• Niels Marthinsen
  • The Roads Round Pisa (2013)

  • Edition Wilhelm Hansen Copenhagen (World)
  • 1(pic).1(ca).1.1/1000/mba/str 1.1.1.1.0
  • 13 min

Programme Note

Commissioned by The Esbjerg Ensemble

Written with financial support from The Danish State Arts Foundation


The Roads Round Pisa (2013) for ten players is the last of a series of seven compositions named after Karen Blixen's collection of short stories Seven Gothic Tales.

My musical gothic tales are written for very different ensembles - The Supper at Elsinore is a saxophone quartet, The Old Chevalier is for bass trombone and piano, The Monkey and The Deluge at Norderney are chamber orchestra work, The Poet and The Dreamers are trios - but they all share musical material in a criss-cross of contextual references reminiscent of Blixen's narrative complexity: Themes and motives from one piece appear in others in new and surprising shapes and combinations.

Karen Blixen's short story The Roads Round Pisa contains a series of nine tales in which a rather nonenthical character meets a procession of complex persons and situations and, finally, himself. These are tales of mirrors, misunderstandings, and marionettes – and is woven throughout with erotic images. The inset tales give clues to a chain of events that the reader at first finds incomprehensible. And so does the characters in the story - only when all the pieces of the puzzle have been revealed, do they realize the extent of their misunderstandings.

The Roads Round Pise isn't 'about' anything. The music is inspired by the artistic content of Blixen's short story - its emotionalism, dramatic construction, atmosphere, period and setting - but unfolds in time and musical space in ways that are completely independent of the story's narrative progression... except one might say a musical puzzle must be put together in the right order for the true meaning of the work to appear.

The Roads Round Pisa is the last of my gothic tales – here much of the music from the six other compositions comes together with original music as a string of puppets, dancing a series of variations on a little tune that can be sung with this text: 'Den døde natur er altid trist at se' (dead nature is always sad to behold).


Goal of the exercise: Write out the listing below without alteration, omitting its pictures.
*** Information supplied Section Begins ***
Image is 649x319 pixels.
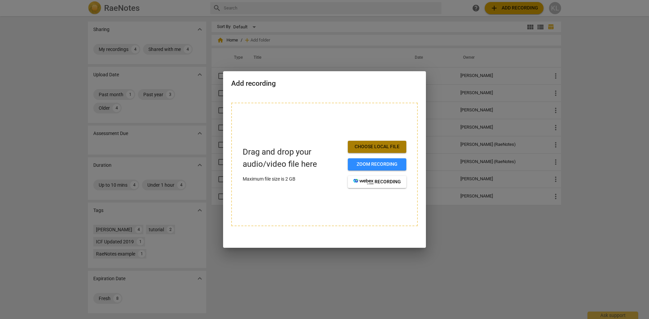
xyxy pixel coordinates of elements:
span: recording [353,179,401,186]
span: Zoom recording [353,161,401,168]
p: Maximum file size is 2 GB [243,176,342,183]
h2: Add recording [231,79,418,88]
button: recording [348,176,406,188]
p: Drag and drop your audio/video file here [243,146,342,170]
span: Choose local file [353,144,401,150]
button: Choose local file [348,141,406,153]
button: Zoom recording [348,159,406,171]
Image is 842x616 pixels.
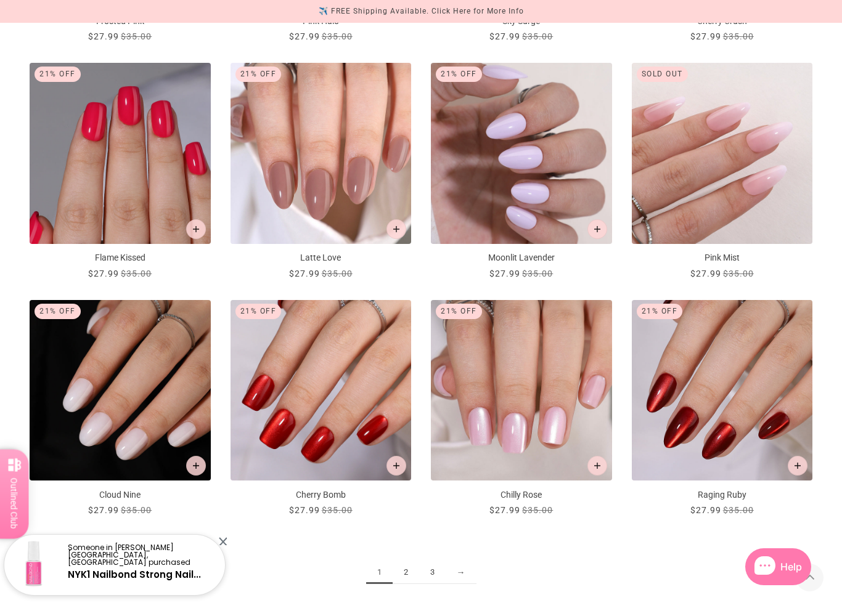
*** Information supplied Section Ends ***
Solution for this task:
Image is 649x319 pixels.
xyxy pixel coordinates of elements:
span: recording [353,179,401,186]
span: Zoom recording [353,161,401,168]
p: Maximum file size is 2 GB [243,176,342,183]
h2: Add recording [231,79,418,88]
button: recording [348,176,406,188]
p: Drag and drop your audio/video file here [243,146,342,170]
span: Choose local file [353,144,401,150]
button: Choose local file [348,141,406,153]
button: Zoom recording [348,159,406,171]
Image is 842x616 pixels.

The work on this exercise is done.